Europeans arrived in South America around 500 years ago, after the Inca had incorporated chickens into religious ceremonies, according to Storey's group.

Storey and her coworkers performed radiocarbon dating on one El Arenal chicken bone selected from 50 bones recovered in 2002. The researchers then isolated a particular segment of mitochondrial DNA from the same bone and from 11 chicken bones found at pre-European archaeological sites in Polynesia. They found the same sequence in all the bones.

This stretch of DNA undergoes frequent alterations over generations. Yet the researchers found the same DNA segment in feathers of two living chickens belonging to a blue-egg-laying breed in Chile. Selective breeding may by chance have preserved the Polynesian sequence, the researchers suggest. The new findings will appear in the Proceedings of the National Academy of Sciences.

"The weight of scientific evidence is now squarely behind the hypothesis that it was seafaring Polynesians who sailed from the islands to South America and returned," remarks archaeologist Patrick V. Kirch of the University of California, Berkeley.

In 1989, Kirch reported that preserved sweet potatoes up to 1,000 years old, found at Polynesian archaeological sites, had originated in South America. The new evidence supports a scenario of long-distance canoe voyages by Polynesians, Kirch says. Archaeologist Betty Meggers of the Smithsonian Institution's National Museum of Natural History in Washington, D.C., disagrees. In her view, both a black-boned breed of chickens now found in Central America and the blue-egg variety in South America originated in Asia.

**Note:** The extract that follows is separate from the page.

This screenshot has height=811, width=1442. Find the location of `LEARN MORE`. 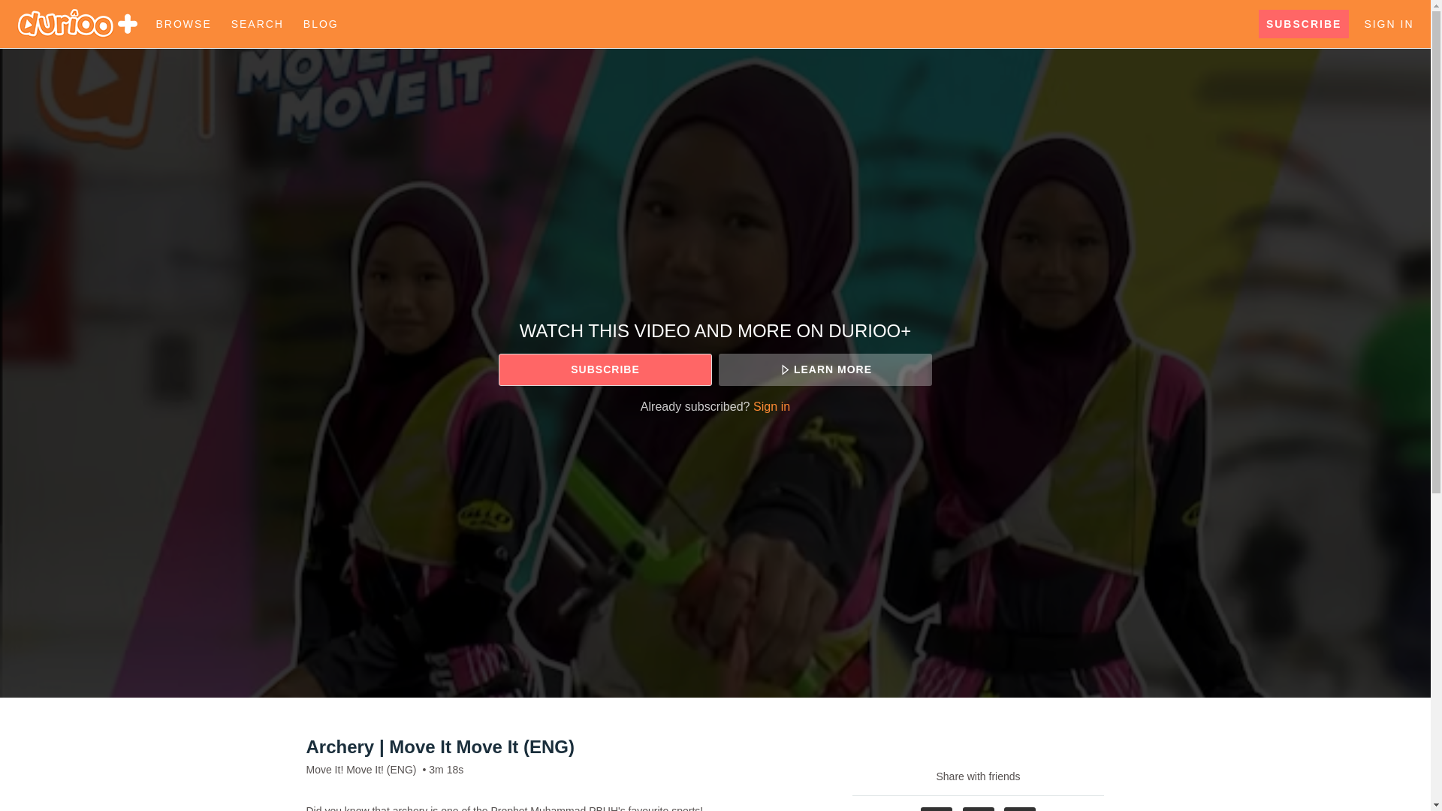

Pre-Columbian transfers of various plants, animals, and cultural traits occurred in both directions from Asia to South America, Meggers holds. The most likely sea route ran north of Hawaii and down America's Pacific coast, she says.

Moreover, the claim that the Inca possessed chickens "is historical fiction," asserts archaeologist Michael E. Moseley of the University of Florida in Gainesville. No chicken remains have been found at Inca sites, although the Spanish sometimes referred to a native duck breed as "chickens," he says.

Further work must be done to confirm the age of the El Arenal chicken bones and to establish that Polynesians regularly visited South America, Moseley adds.